During some of our more recent house re-shufflings I unearthed several boxes of my old role-playing materials. Most of it is a box full of games, supplements and magazines.
Most interestingly (to me at any rate) is all my game preparation materials. I used to take part in several campaigns and ran my own Call of Cthulhu campaign for several years — firstly with a gaming group at university and then, after we’d scattered to the four winds, as a play-by-mail.
It was the latter material that was the most interesting as I did literally reams of research. I had the luxury of time at that point because I was rapidly discovering that a degree in Biology, with a specialisation in Ethology (animal behaviour) wasn’t exactly marketable. Deeply interesting but definitely not marketable.
When writing scenarios I was really in to having lots of hand-outs so, for example, I used to write extracts from various “forbidden texts” for CoC campaigns. I also liked tying the campaign into real events or research. I can remember that I once managed to dig up an anthropology text book concerning some tribes living on a remote island, that the group were actually visiting during the campaign. The text book was written in the 1930s (the period during which the events took place) so added some nice authenticity and realism. There were even some cool photos.
Digging around in my treasure trove further, I also found the board game I wrote based on Brian Lumley’s Necroscope series. I’d also had aspirations to turning it into either a play-by-mail, a computer game, or perhaps even an actual product. Lumley’s setting is nothing if not colourful.
I think I got as far as writing a Commodore 64 application in BASIC to handle the turn mechanics but not much further. I think we actually managed to play the game just the once, so I’ve still no idea if it’s really playable.
My next discovery was an issue of Valkyrie magazine containing my first ever published article. Actually, I seem to remember them accepting 2-3 articles, but I think that they only published one in the end. The magazines life-span seems to have been particularly troubled so publication schedules were a bit infrequent to say the least. The published article was called “The Twilight People” (the title is mentioned
here). The description they give it “Generic Dark Fantasy” isn’t particularly illuminating so, briefly: it was an adaptation of an idea from the P.D.James book, The Children of Men for a fantasy setting. In the book (the only P. D. James novel I’ve read), the human race has become sterile and the last generation of children term themselves the Twilight People. I just made the not hugely innovative leap to altering the sterility idea to apply to elves instead: they’re often cast as a dying race in fantasy settings and I thought this was an interesting twist.
Update: I’ve since scanned and uploaded the article. you can download it here.
I also found some copies of Interactive Fantasy which was an excellent magazine and one that I’d aspired to write for. Judging from the website its been equally troubled. I’ve got issues 2-4 in case anyone wants more information on the articles they contain.
So…I’ve got a box full of material in limbo until I decide what to do with it. Perhaps I’ll stick it all online, who knows, perhaps someone might be interested in it?
Update: Myself and some friends also once put together a fanzine, some of which is online here. Our big coup at the time was getting an “interview” (actually more an exchange of letters) with Robert Rankin. Amazingly people actually bought copies. It still makes me chuckle anyway. Which was good enough for us!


Task to carry out –
Pull every line with "background" from the material.

Data for processing –
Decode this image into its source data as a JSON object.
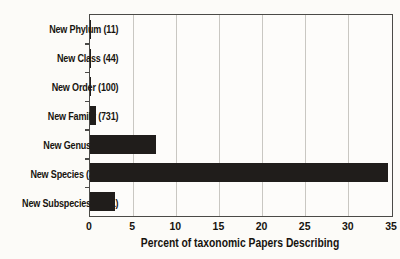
{
  "chart_data": {
    "type": "bar",
    "orientation": "horizontal",
    "title": "",
    "xlabel": "Percent of taxonomic Papers Describing",
    "ylabel": "",
    "categories": [
      "New Phylum (11)",
      "New Class (44)",
      "New Order (100)",
      "New Family (731)",
      "New Genus (8597)",
      "New Species (38,590)",
      "New Subspecies (3231)"
    ],
    "counts": [
      11,
      44,
      100,
      731,
      8597,
      38590,
      3231
    ],
    "values": [
      0.01,
      0.04,
      0.09,
      0.65,
      7.7,
      34.5,
      2.9
    ],
    "xlim": [
      0,
      35
    ],
    "xticks": [
      0,
      5,
      10,
      15,
      20,
      25,
      30,
      35
    ],
    "grid": "vertical-gridlines-every-5",
    "legend": "none",
    "colors": {
      "bar": "#201d1b",
      "gridline": "#c9c7c2",
      "border": "#4b4a47",
      "text": "#17140f",
      "background": "#fcfbf8"
    }
  }
}
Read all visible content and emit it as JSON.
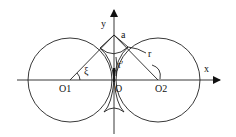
{
  "diagram": {
    "type": "geometry",
    "labels": {
      "y_axis": "y",
      "x_axis": "x",
      "point_a": "a",
      "radius_r": "r",
      "radius_r_prime": "r'",
      "angle_xi": "ξ",
      "center_left": "O1",
      "origin": "O",
      "center_right": "O2"
    },
    "colors": {
      "line": "#222222",
      "background": "#ffffff"
    }
  }
}
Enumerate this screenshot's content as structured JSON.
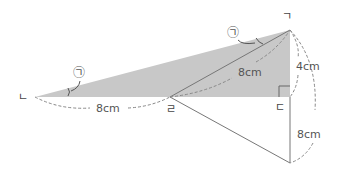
{
  "diagram": {
    "vertices": {
      "top": {
        "label": "ㄱ",
        "x": 290,
        "y": 30
      },
      "left": {
        "label": "ㄴ",
        "x": 35,
        "y": 97
      },
      "foot": {
        "label": "ㄷ",
        "x": 290,
        "y": 97
      },
      "mid": {
        "label": "ㄹ",
        "x": 170,
        "y": 97
      },
      "bottom": {
        "label": "",
        "x": 290,
        "y": 163
      }
    },
    "angle_label": "㉠",
    "lengths": {
      "left_mid": "8cm",
      "mid_top": "8cm",
      "top_foot": "4cm",
      "foot_bottom": "8cm"
    },
    "colors": {
      "shade": "#c8c8c8",
      "line": "#777777",
      "dash": "#888888"
    }
  }
}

Finished exercise –
      "background": "#fcfbf8"
      "background": "#ffffff"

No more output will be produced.